Homes in Citrus Heights took noticeably longer to sell in March than they did a year ago, even with prices well below their 2025 peak. The typical home spent 20 days on the market before going under contract, up from just 11 days in March 2025 — an 82% jump that points to a meaningfully slower pace for sellers, despite still-tight supply.
Prices step back from last year’s highs
According to newly released Redfin data, the median sale price in Citrus Heights was $451,000 in March, down 10.7% from $505,000 a year earlier. That puts local prices roughly in line with where they stood in March 2024, when the median was $452,500 — effectively erasing the gains of the past two years. Over a longer horizon, prices remain about 6.1% above their March 2021 level of $425,000, a more modest five-year climb than many California markets have seen.
One nuance: while the headline price fell sharply, the median price per square foot edged up 0.6% year-over-year to $323. That suggests buyers in March were purchasing somewhat smaller homes than they did a year ago, softening what looks like a steep decline on the surface.
Compared to February, the median price ticked up 1.9% from $442,500, a typical pattern as the spring buying season gets underway.
More homes changing hands, but slower
Sales activity picked up from a year ago. A total of 68 homes sold in March, up 23.6% from 55 in March 2025, while new listings held essentially flat at 83 (versus 84 a year earlier). Active inventory rose 11% year-over-year to 121 homes.
That combination leaves Citrus Heights with about 1.8 months of supply — still firmly in sellers’ market territory, where 4 to 6 months is generally considered balanced. More than half of homes (52.9%) sold above their list price, and the typical sale closed at 100.4% of asking, both nearly identical to a year ago. About 45.6% of listings went off the market within two weeks.
But the longer time on market tells a more layered story. Even with limited supply, buyers appear to be taking more time to commit. The share of listings with price drops was 30.6%, down from 35.8% a year ago, suggesting sellers have adjusted asking prices earlier in the process rather than chasing the market down.
Month-over-month, days on market fell sharply from 40 in February to 20 in March — a halving that reflects normal spring acceleration rather than a fundamental shift.
Affordability and the rate picture
Lower prices and lower borrowing costs have meaningfully improved monthly affordability. The 30-year fixed mortgage rate averaged 6.18% in March, down from 6.65% a year earlier, according to Freddie Mac data published by the Federal Reserve. Combined with the price drop, the principal-and-interest payment on a median-priced Citrus Heights home with 20% down works out to about $2,205 a month — $388 less than the equivalent payment a year ago.
Even so, affordability remains stretched. At a median household income of $82,314 (U.S. Census Bureau, 2024 American Community Survey), the median home costs roughly 5.5 times annual income, above the 5x threshold widely considered unaffordable. The estimated mortgage payment consumes about 32% of median household monthly income — within National Association of Realtors guidelines, but only just.
How Citrus Heights compares
The median sale price in Citrus Heights, a city of about 86,300, sits well below California’s statewide median of $855,300. But while statewide prices rose 0.7% year-over-year, local prices fell more than 10%, meaning Citrus Heights underperformed the broader state market on price even as its sales volume grew. Nationally, the S&P CoreLogic Case-Shiller Home Price Index was essentially flat year-over-year in March, a backdrop that makes the local price decline stand out.
Citrus Heights homes also continued to move faster than the statewide median of 37 days on market, despite the local slowdown.
The bottom line
March data points to a Citrus Heights market that is busier than last year by sales count, but more patient. Homes are selling, often above asking and within tight inventory conditions, yet they’re taking nearly twice as long to do so — and at prices roughly 11% below where they stood last spring.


EXERCISE REQUIREMENTS: Each line of the entries that mentions the string "plot" needs to be reported.

━━━ DATA FOR THIS TASK ━━━

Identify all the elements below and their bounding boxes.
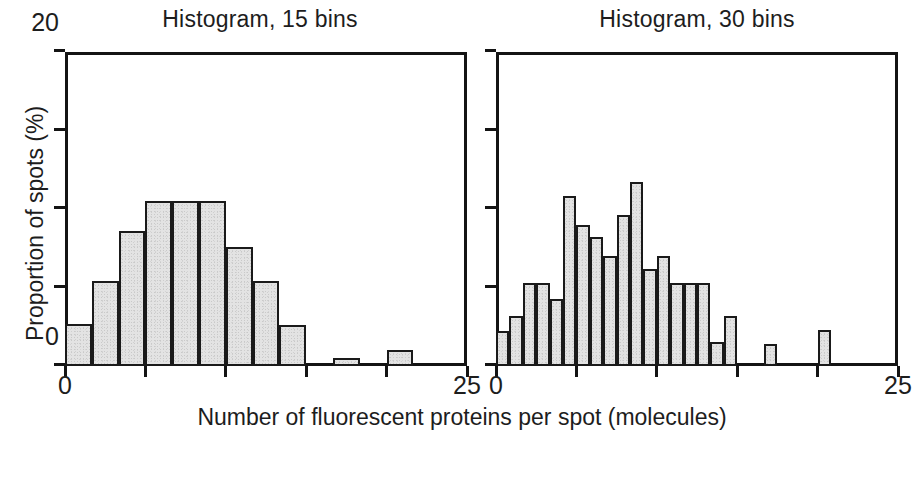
histogram-bar — [684, 283, 697, 366]
x-axis-tick — [655, 366, 658, 377]
histogram-bar — [590, 237, 603, 366]
histogram-bar — [643, 269, 656, 366]
histogram-bar — [253, 281, 280, 366]
histogram-bar — [630, 182, 643, 366]
x-axis-tick — [305, 366, 308, 377]
histogram-bar — [279, 325, 306, 366]
y-axis-tick — [54, 49, 65, 52]
histogram-bar — [226, 247, 253, 366]
histogram-bar — [670, 283, 683, 366]
plot-panel-30-bins: 025 — [496, 52, 898, 366]
panel-title-left: Histogram, 15 bins — [50, 6, 470, 33]
histogram-bar — [523, 283, 536, 366]
histogram-bar — [764, 344, 777, 366]
histogram-bar — [563, 196, 576, 366]
y-axis-tick — [54, 128, 65, 131]
histogram-bar — [818, 330, 831, 366]
histogram-figure: Histogram, 15 bins Histogram, 30 bins Pr… — [0, 0, 924, 483]
histogram-bar — [603, 256, 616, 366]
histogram-bar — [496, 331, 509, 366]
x-axis-tick-label: 25 — [453, 371, 481, 400]
panel-title-right: Histogram, 30 bins — [488, 6, 906, 33]
histogram-bar — [333, 358, 360, 366]
x-axis-tick — [224, 366, 227, 377]
x-axis-tick-label: 0 — [489, 371, 503, 400]
x-axis-tick — [736, 366, 739, 377]
histogram-bar — [199, 201, 226, 366]
histogram-bar — [617, 215, 630, 366]
histogram-bar — [550, 299, 563, 367]
histogram-bar — [119, 231, 146, 366]
x-axis-label: Number of fluorescent proteins per spot … — [0, 404, 924, 431]
y-axis-tick — [54, 206, 65, 209]
plot-panel-15-bins: 020 025 — [65, 52, 467, 366]
histogram-bar — [65, 324, 92, 366]
histogram-bar — [536, 283, 549, 366]
histogram-bar — [145, 201, 172, 366]
bar-group-left — [65, 52, 467, 366]
y-axis-tick — [54, 285, 65, 288]
histogram-bar — [576, 225, 589, 366]
histogram-bar — [710, 342, 723, 366]
y-axis-tick — [485, 128, 496, 131]
y-axis-tick — [485, 285, 496, 288]
histogram-bar — [172, 201, 199, 366]
x-axis-tick — [575, 366, 578, 377]
histogram-bar — [387, 350, 414, 366]
bar-group-right — [496, 52, 898, 366]
histogram-bar — [697, 283, 710, 366]
histogram-bar — [92, 281, 119, 366]
x-axis-tick — [816, 366, 819, 377]
histogram-bar — [509, 316, 522, 366]
y-axis-tick — [485, 206, 496, 209]
y-axis-tick-label: 20 — [31, 8, 59, 37]
y-axis-tick — [485, 49, 496, 52]
y-axis-tick-label: 0 — [45, 322, 59, 351]
x-axis-tick — [144, 366, 147, 377]
histogram-bar — [724, 316, 737, 366]
x-axis-tick — [385, 366, 388, 377]
x-axis-tick-label: 25 — [884, 371, 912, 400]
x-axis-tick-label: 0 — [58, 371, 72, 400]
histogram-bar — [657, 256, 670, 366]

━━━

ANSWER FOR THIS EXERCISE:
plot-panel-30-bins: 025 — [496, 52, 898, 366]
plot-panel-15-bins: 020 025 — [65, 52, 467, 366]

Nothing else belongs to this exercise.